Why Is It So Hard for Us to Change Course?
Tristan Harris and Aza Raskin, two co-founders of the Center for Humane Technology, insist that they are not adamantly opposed to all new technologies. Instead, they claim, we as a society have developed (and/or submitted to) uses of new technologies that make it difficult for all of us to live meaningful lives. Why, they ask, should we assume that our initial ways to implement new tools are the only or even the best way in which these tools can be implemented? I think that’s a very good question. Why is it so hard for us to change course?
In some cases, particular technologies and larger technological infrastructure have developed to the point that it’s very difficult and/or expensive to change course. Such difficulties present challenges on the individual level and on the systemic level. Over the past century or so – at least since World War II – transportation systems and other life infrastructures in much of the United States have become extremely car-centric. Some of us are now convinced that this development was a mistake in all sorts of ways and for all sorts of reasons, and we hope that others will come to this conclusion sooner rather than later. We gave up our car four years ago when we moved downtown, and now enjoy living in a neighborhood that allows us to walk or bicycle pretty much any where we need to go. And if we want to go farther, there’s a subway system (faltering, but still usually better than nothing), bus lines (not always convenient, but usually better than nothing), and commuter rail (not always dependable but usually better than nothing). As those “usually, better than nothing” phrases indicate, there are challenges to the individual. There are times when we feel somewhat hampered in what we want to do, and even the occasional moment when we wish that we still had a car.
The challenges are worse on the systemic level – so much of our lives is complicated, not only by the heavy reliance on the automobile, but also by the assumption that everyone necessarily relies on the automobile. See the recent book Paved Paradise: How Parking Explains the World, by Henry Grabar. Or if you’re not up to that, look at almost any suburban or extra-urban neighborhood, which are set up so that getting anywhere safely requires that one get in a car.
The point here is that deciding that we need to change course requires not only somehow stepping out of the cultural framework imposed by the physical infrastructure but also finding the resources to undo so much of that infrastructure.
And that has me thinking that the financial cost of making these changes isn’t the biggest challenge we face. We also need to find ways to step outside our current structures to see the possibility that we might do things differently.
Jane Jacob’s book The Death and Life of Great American Cities has been sitting on my bookshelf for decades. I’ve been wanting to read it for longer than that. I finally read it this year, and she helps me to see so many ways in which our neighborhood’s have been misshaped, in part (but not only) by our reliance on the automobile. Writing in the 1960s, she admitted even then that it would be costly to change, and that we wouldn’t be changing anything overnight. But she suggested some very concrete strategies that would help us if we decide to make that change. She managed somehow to step outside her little neighborhood and the surrounding community in a way that allowed her to see just how it functioned, and how it and other neighborhoods might function differently.
Much of what Jacob said is echoed in the current call for 15-minute cities. Of course, even suggesting such a thing is seen by many as radically controversial, and many will find reason to protest. And those who protest will find many others there with them. Changing course on these things is unsettling.
I, for one, think it’s long past time for us to change course here.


- Your goal -
Reproduce exactly the opening lines of the listing, stopping after the line that contains "What do you see at coordinates (487, 61)" and including it.

- Data shown -
↓↓↓
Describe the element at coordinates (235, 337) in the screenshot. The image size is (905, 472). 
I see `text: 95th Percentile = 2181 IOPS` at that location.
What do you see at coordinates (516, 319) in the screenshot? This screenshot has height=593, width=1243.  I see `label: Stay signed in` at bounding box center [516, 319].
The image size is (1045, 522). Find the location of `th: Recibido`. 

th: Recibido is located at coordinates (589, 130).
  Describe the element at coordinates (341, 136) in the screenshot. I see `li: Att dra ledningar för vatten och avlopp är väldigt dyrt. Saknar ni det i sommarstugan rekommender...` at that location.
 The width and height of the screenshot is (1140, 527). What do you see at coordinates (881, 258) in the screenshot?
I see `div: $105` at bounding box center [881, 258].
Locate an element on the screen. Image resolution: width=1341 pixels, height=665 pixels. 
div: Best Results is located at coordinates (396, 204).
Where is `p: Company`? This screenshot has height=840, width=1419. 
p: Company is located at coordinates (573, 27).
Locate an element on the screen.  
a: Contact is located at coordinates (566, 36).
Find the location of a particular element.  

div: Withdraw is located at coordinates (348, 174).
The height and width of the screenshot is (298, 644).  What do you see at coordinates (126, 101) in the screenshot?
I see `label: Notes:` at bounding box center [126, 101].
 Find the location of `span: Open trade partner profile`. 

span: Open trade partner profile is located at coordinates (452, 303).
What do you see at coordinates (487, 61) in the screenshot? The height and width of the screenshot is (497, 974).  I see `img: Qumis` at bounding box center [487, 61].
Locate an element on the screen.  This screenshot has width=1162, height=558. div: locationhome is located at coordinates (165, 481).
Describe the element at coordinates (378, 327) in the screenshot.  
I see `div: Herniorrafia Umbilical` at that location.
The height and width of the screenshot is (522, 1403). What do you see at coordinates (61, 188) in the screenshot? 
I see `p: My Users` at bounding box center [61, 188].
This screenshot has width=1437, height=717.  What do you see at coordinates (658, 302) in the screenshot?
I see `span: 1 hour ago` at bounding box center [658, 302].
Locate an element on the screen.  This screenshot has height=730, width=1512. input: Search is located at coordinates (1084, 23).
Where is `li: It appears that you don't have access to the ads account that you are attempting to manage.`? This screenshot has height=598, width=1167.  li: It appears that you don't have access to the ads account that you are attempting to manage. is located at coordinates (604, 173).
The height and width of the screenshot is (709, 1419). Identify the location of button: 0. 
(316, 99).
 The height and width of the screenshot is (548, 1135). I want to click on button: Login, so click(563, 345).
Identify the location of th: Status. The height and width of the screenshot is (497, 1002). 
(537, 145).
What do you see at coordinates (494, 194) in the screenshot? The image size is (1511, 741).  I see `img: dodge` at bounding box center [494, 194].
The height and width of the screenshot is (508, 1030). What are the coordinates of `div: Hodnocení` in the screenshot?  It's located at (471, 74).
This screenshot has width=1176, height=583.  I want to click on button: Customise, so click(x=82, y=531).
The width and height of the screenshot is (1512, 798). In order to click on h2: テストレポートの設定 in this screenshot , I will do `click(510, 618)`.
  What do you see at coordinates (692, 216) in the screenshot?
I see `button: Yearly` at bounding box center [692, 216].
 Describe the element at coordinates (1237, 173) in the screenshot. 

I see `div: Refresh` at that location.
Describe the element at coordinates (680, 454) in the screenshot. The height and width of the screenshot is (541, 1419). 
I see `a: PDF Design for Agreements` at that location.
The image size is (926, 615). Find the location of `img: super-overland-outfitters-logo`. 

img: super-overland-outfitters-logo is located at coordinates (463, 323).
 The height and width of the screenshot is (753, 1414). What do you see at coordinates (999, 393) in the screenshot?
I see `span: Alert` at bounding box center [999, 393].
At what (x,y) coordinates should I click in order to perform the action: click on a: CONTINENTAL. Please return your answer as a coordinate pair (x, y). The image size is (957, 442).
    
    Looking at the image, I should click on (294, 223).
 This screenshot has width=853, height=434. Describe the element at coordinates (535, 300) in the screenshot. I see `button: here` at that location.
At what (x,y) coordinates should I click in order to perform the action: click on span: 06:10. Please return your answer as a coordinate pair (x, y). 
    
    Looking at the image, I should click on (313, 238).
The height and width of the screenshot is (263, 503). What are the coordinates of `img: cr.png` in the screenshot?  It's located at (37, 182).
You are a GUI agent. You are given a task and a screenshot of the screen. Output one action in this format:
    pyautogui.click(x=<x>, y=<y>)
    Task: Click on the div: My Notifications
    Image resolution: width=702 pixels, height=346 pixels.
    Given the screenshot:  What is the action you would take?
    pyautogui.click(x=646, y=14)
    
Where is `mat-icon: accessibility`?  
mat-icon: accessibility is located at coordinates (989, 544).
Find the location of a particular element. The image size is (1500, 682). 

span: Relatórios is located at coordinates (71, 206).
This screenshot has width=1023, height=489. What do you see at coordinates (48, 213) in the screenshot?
↑↑↑
- Response box -
Describe the element at coordinates (235, 337) in the screenshot. The image size is (905, 472). 
I see `text: 95th Percentile = 2181 IOPS` at that location.
What do you see at coordinates (516, 319) in the screenshot? This screenshot has height=593, width=1243.  I see `label: Stay signed in` at bounding box center [516, 319].
The image size is (1045, 522). Find the location of `th: Recibido`. 

th: Recibido is located at coordinates (589, 130).
  Describe the element at coordinates (341, 136) in the screenshot. I see `li: Att dra ledningar för vatten och avlopp är väldigt dyrt. Saknar ni det i sommarstugan rekommender...` at that location.
 The width and height of the screenshot is (1140, 527). What do you see at coordinates (881, 258) in the screenshot?
I see `div: $105` at bounding box center [881, 258].
Locate an element on the screen. Image resolution: width=1341 pixels, height=665 pixels. 
div: Best Results is located at coordinates (396, 204).
Where is `p: Company`? This screenshot has height=840, width=1419. 
p: Company is located at coordinates (573, 27).
Locate an element on the screen.  
a: Contact is located at coordinates (566, 36).
Find the location of a particular element.  

div: Withdraw is located at coordinates (348, 174).
The height and width of the screenshot is (298, 644).  What do you see at coordinates (126, 101) in the screenshot?
I see `label: Notes:` at bounding box center [126, 101].
 Find the location of `span: Open trade partner profile`. 

span: Open trade partner profile is located at coordinates (452, 303).
What do you see at coordinates (487, 61) in the screenshot? The height and width of the screenshot is (497, 974).  I see `img: Qumis` at bounding box center [487, 61].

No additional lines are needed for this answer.